The
				Math and Science Partnership (MSP) program’s Institute
				Partnerships: Teacher Institutes for the 21st century
				prepare school- and district-based intellectual leaders in
				mathematics or the sciences. With foci on subject-matter
				expertise and leadership development, the institutes deepen
				the content knowledge of experienced teachers, so that they
				can change their instructional practice, improve their students’
				achievement, and, over time, provide intellectual leadership in
				their own schools and with their own colleagues. 
				At
				Virginia Commonwealth
				University (VCU), the MSP Teacher
				Institute is preparing the first elementary
				mathematics specialists for a newly approved licensure in the
				Commonwealth of Virginia. Graduates of the Institute
				will receive a master’s degree in a program to be
				institutionalized at VCU, Norfolk State University, the
				University of Virginia and elsewhere in the Commonwealth. Data
				from the two mathematics courses in VCU’s 2005 Summer Institute
				document substantial and positive impacts on participants’
				knowledge of mathematics content, with differences in means that
				constitute very large effect sizes (as high as 1.27 on Geometry
				content knowledge, with scores greater than 0.8 considered to be
				a large effect), as well as on their perceived preparedness as
				classroom practitioners. 
				In
				the Rice University
				Mathematics Leadership Institute, teachers
				participating in the 2006 Summer
				Leadership Institute completed content courses
				in geometry and algebra. Changes in teachers’ knowledge of
				geometry were analyzed in a paired samples t-test using the
				scores of the 35 participants. The highest score possible on
				the geometry measure was 50. At the beginning of the
				institute,
				the teachers’ mean score on the Geometry pretest was 23.2,
				but after completion of the institute,
				their mean score on the same measure was 33.9. The change in
				score was statistically significant at the .0001 level. A
				similar approach was used to measure the change in teachers’
				knowledge of solutions for linear functions in algebra during the
				institute. The
				highest score possible on this measure was 40. At the
				beginning of the institute,
				the teachers’ mean on the algebra pretest was 13.6, but after
				summer participation, the teachers’ mean score on the same
				measure was 33.4. The change also was statistically
				significant at the .0001 level.
				Student
				outcomes are beginning to parallel growth in teacher
				knowledge. The Houston Independent School District Research
				and Accountability Department, for example, analyzed the impact
				of the teachers' participation in the Rice
				University Mathematics Leadership Institute. Teachers
				who participated in the 2005-2006 institute were compared to a
				group of non-institute Houston teachers who taught the same
				grade(s) at similar schools. The findings indicated that
				students of institute participants outperformed comparison
				students by 2.4 scale score points on the Texas Assessment of
				Knowledge and Skills (TAKS) and 0.82 National Curve Equivalents
				on the 2006 administration of the Stanford 10 mathematics
				assessment. In addition, institute teachers helped their
				lower performing students increase their minimum means scale
				score on the TAKS by 378 points.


▸ Exercise directions
Reproduce all of the records exactly.

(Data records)
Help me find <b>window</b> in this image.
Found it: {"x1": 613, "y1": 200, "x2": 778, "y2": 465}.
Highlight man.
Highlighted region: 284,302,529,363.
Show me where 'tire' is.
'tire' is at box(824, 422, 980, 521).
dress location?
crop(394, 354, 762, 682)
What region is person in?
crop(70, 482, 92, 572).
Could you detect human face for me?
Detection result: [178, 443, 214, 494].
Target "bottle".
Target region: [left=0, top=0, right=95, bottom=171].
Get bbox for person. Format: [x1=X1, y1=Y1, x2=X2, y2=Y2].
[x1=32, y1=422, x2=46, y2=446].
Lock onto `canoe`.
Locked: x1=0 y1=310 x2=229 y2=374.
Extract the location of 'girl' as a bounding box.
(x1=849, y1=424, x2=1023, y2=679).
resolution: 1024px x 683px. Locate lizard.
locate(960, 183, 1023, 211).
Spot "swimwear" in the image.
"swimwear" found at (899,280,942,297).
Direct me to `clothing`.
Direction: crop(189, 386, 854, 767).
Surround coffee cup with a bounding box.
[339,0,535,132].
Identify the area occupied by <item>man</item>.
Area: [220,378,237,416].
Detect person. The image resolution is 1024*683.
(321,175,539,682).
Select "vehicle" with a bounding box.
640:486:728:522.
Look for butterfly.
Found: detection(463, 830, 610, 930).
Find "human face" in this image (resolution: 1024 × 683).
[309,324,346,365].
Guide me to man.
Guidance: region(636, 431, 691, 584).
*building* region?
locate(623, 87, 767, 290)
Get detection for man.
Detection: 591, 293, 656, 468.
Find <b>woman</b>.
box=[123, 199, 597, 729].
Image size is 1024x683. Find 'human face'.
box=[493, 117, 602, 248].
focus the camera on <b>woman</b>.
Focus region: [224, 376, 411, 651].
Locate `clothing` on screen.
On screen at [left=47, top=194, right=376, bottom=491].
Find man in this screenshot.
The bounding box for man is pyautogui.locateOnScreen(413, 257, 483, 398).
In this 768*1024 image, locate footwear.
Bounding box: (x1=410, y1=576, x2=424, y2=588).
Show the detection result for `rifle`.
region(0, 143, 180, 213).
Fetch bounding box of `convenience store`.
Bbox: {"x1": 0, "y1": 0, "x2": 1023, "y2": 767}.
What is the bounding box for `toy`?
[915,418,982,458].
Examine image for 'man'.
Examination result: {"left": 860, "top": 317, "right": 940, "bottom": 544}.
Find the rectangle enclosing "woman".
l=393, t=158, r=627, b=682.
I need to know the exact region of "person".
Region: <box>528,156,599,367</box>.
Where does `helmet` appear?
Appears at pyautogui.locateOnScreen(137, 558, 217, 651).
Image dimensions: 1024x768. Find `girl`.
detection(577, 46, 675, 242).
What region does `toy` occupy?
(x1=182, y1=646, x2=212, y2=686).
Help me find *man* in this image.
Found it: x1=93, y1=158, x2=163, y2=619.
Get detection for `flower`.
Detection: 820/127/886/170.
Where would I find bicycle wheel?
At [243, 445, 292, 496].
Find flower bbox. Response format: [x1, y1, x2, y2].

▸ Exercise output
Help me find <b>window</b> in this image.
Found it: {"x1": 613, "y1": 200, "x2": 778, "y2": 465}.
Highlight man.
Highlighted region: 284,302,529,363.
Show me where 'tire' is.
'tire' is at box(824, 422, 980, 521).
dress location?
crop(394, 354, 762, 682)
What region is person in?
crop(70, 482, 92, 572).
Could you detect human face for me?
Detection result: [178, 443, 214, 494].
Target "bottle".
Target region: [left=0, top=0, right=95, bottom=171].
Get bbox for person. Format: [x1=X1, y1=Y1, x2=X2, y2=Y2].
[x1=32, y1=422, x2=46, y2=446].
Lock onto `canoe`.
Locked: x1=0 y1=310 x2=229 y2=374.
Extract the location of 'girl' as a bounding box.
(x1=849, y1=424, x2=1023, y2=679).
resolution: 1024px x 683px. Locate lizard.
locate(960, 183, 1023, 211).
Spot "swimwear" in the image.
"swimwear" found at (899,280,942,297).
Direct me to `clothing`.
Direction: crop(189, 386, 854, 767).
Surround coffee cup with a bounding box.
[339,0,535,132].
Identify the area occupied by <item>man</item>.
Area: [220,378,237,416].
Detect person. The image resolution is 1024*683.
(321,175,539,682).
Select "vehicle" with a bounding box.
640:486:728:522.
Look for butterfly.
Found: detection(463, 830, 610, 930).
Find "human face" in this image (resolution: 1024 × 683).
[309,324,346,365].
Guide me to man.
Guidance: region(636, 431, 691, 584).
*building* region?
locate(623, 87, 767, 290)
Get detection for man.
Detection: 591, 293, 656, 468.
Find <b>woman</b>.
box=[123, 199, 597, 729].
Image size is 1024x683. Find 'human face'.
box=[493, 117, 602, 248].
focus the camera on <b>woman</b>.
Focus region: [224, 376, 411, 651].
Locate `clothing` on screen.
On screen at [left=47, top=194, right=376, bottom=491].
Find man in this screenshot.
The bounding box for man is pyautogui.locateOnScreen(413, 257, 483, 398).
In this 768*1024 image, locate footwear.
Bounding box: (x1=410, y1=576, x2=424, y2=588).
Show the detection result for `rifle`.
region(0, 143, 180, 213).
Fetch bounding box of `convenience store`.
Bbox: {"x1": 0, "y1": 0, "x2": 1023, "y2": 767}.
What is the bounding box for `toy`?
[915,418,982,458].
Examine image for 'man'.
Examination result: {"left": 860, "top": 317, "right": 940, "bottom": 544}.
Find the rectangle enclosing "woman".
l=393, t=158, r=627, b=682.
I need to know the exact region of "person".
Region: <box>528,156,599,367</box>.
Where does `helmet` appear?
Appears at pyautogui.locateOnScreen(137, 558, 217, 651).
Image dimensions: 1024x768. Find `girl`.
detection(577, 46, 675, 242).
What region does `toy` occupy?
(x1=182, y1=646, x2=212, y2=686).
Help me find *man* in this image.
Found it: x1=93, y1=158, x2=163, y2=619.
Get detection for `flower`.
Detection: 820/127/886/170.
Where would I find bicycle wheel?
At [243, 445, 292, 496].
Find flower bbox. Response format: [x1, y1, x2, y2].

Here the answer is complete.